The will to power grants unity to the individual as
well. In the commitment to arms, all the
manifold demands, roles and divisions of the self stitch together. Existence is one, a fulcrum between the
scales of living and dying. “Deliverance
from the uncertainty in which one does not know what one is there fore, lies in
total self-sacrifice.” (100)
The best preparation for a life of self-sacrifice is the destruction
of humanistic education. Contempt today
for the ‘ivory tower’ universities, the desire of some to hitch the intellect
to a certain powerful politic, or even the wholesale embrace of anarchy: all of
these, he says, is a treason of intellect against intellect.
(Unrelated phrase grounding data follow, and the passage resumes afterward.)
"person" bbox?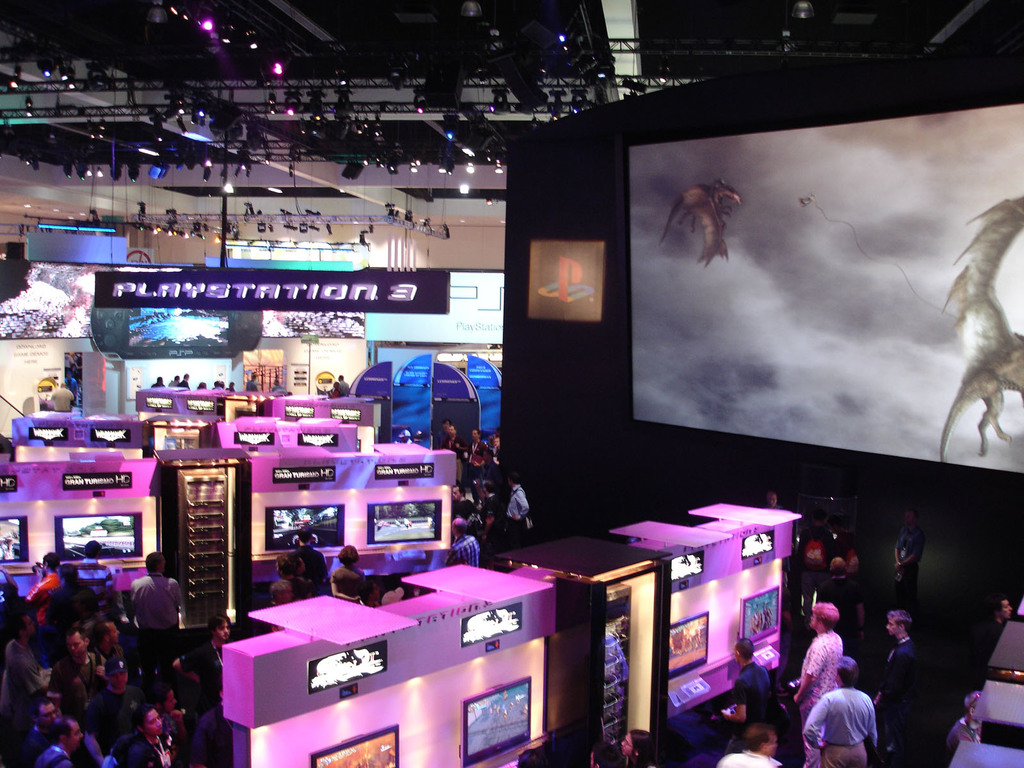
Rect(792, 602, 845, 767)
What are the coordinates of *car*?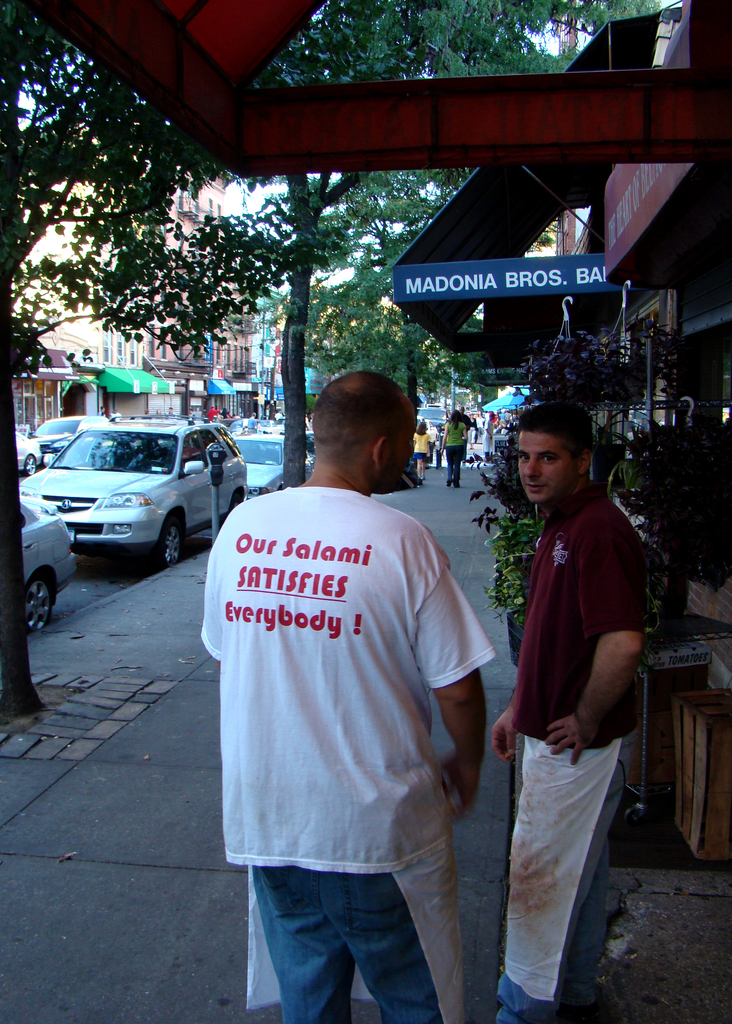
left=13, top=495, right=88, bottom=626.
Politically, such a life is paved by abolishing
parliamentary procedure and bureaucratic process. The Utopia of the bourgeoisie “consists in the hope that one could transmute the
decisive battle into a continuous parliamentary debate, and put it off by
delay. The opposite to discussion is
dictatorship…” (101) In times of war,
there is no need for congressional debates, but only kill or be-killed. The dictatorship offers seductively a simple,
naked decision. Therefore, dictatorships
thrive in existential politics.
Just as the longing for decision is met by secular
categories of friend and enemy, that same longing is met by ideas of apocalypse
in religious sects and churches. In the
looming shadow of the end, faith is the absolute decision made on the basis of
an absolute call; both, notes Moltmann, beyond verification by any objective
standard. “One can only take an attitude
to them without reference to reasons and proofs.” (103) Faith is the ultimate risk, a leap without
evidence. “It is not the credibility of
its object that is evidence for [faith], but one’s own decisive commitment, in
which man comes to himself.” (103) Yet,
he asks, without a credible object, does one really have the Christian faith?
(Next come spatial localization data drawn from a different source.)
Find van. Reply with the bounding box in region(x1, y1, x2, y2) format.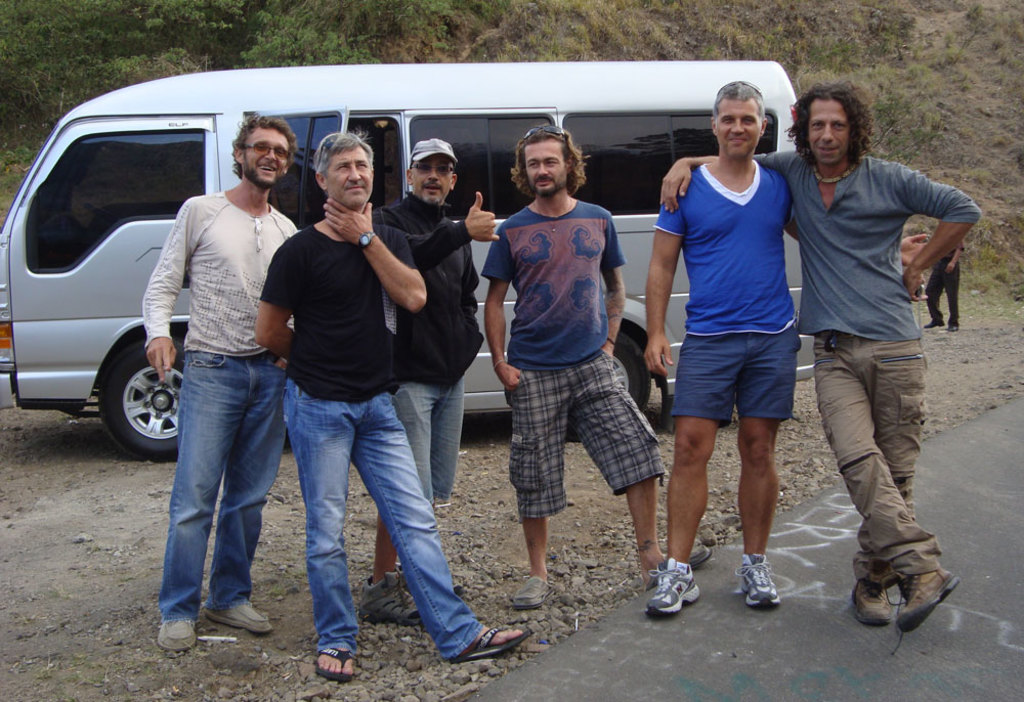
region(0, 60, 817, 459).
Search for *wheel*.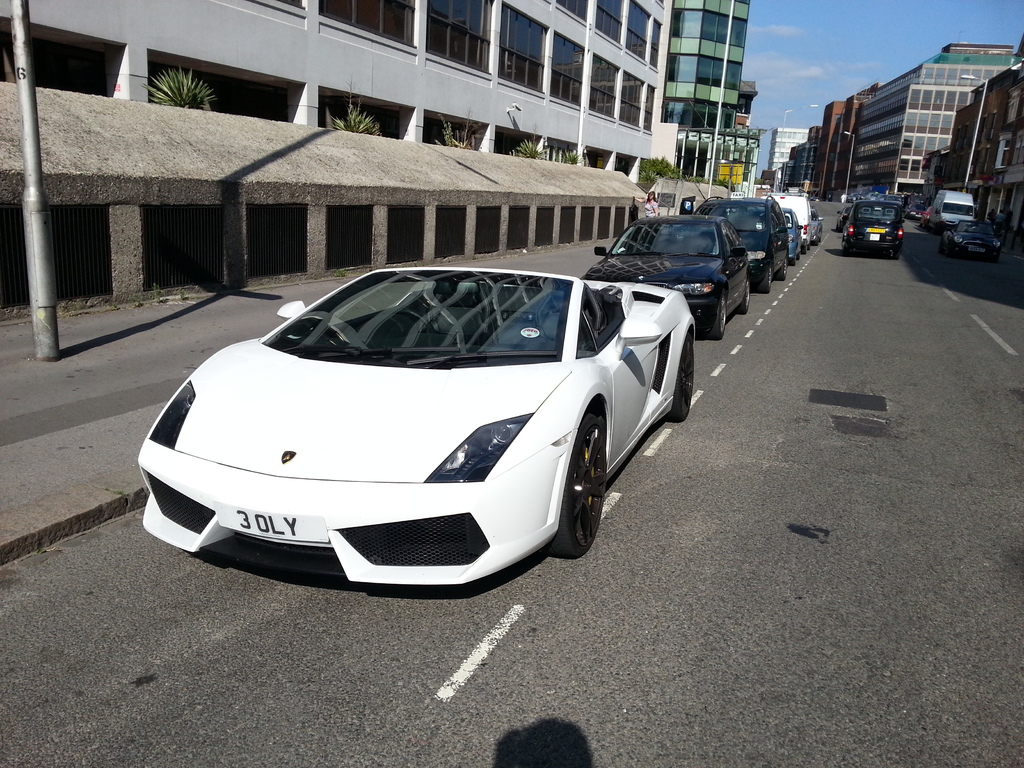
Found at locate(813, 237, 820, 246).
Brushing away complexity, responsibility and the political
and social demands of responsible human living by means of violence and the act
only brushes them away. It does not
balance the need for society.
Furthermore, the very thing that makes decisiveness so decisive is its
context against the daily background of complexity. Without needs, demands, and deadlines, there
is no way of talking about decision. The
two are related in a negative circularity.
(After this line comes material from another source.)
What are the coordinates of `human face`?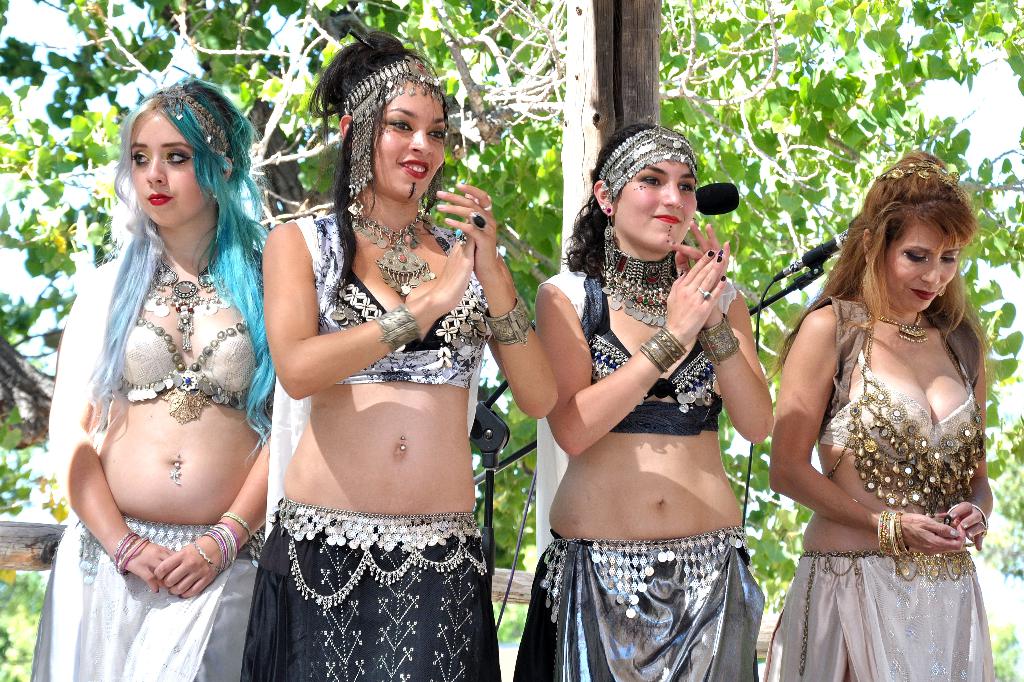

The same circularity appears in religious faith. The existential leap, too, is only an
antithesis against the thesis of the church of historic confession and
liturgical and missiological praxis. The
existential leap has no real substance of its own; inexpressibility is no
foundation. “Christian faith is
indissolubly linked with historical recollection of the Christ-event and with
eschatological hope in the future of Christ, and so is itself a historical
decision.” (104) The call of the gospel
does not bow him to crisis in a last day, but, rather, “opens to him new
possibilities of altering himself and his circumstances. It puts him in the time of love, which trusts
in the possibility of conversion of the ‘enemy’, because it hopes in him, and
therefore does not kill or damn him, but tries to help him to life.” (104) Neither Modern society nor the Christian
faith will find a solution in the naked friend-foe decision. Rather, both should adhere to the better way,
loving and rational dialogue with others.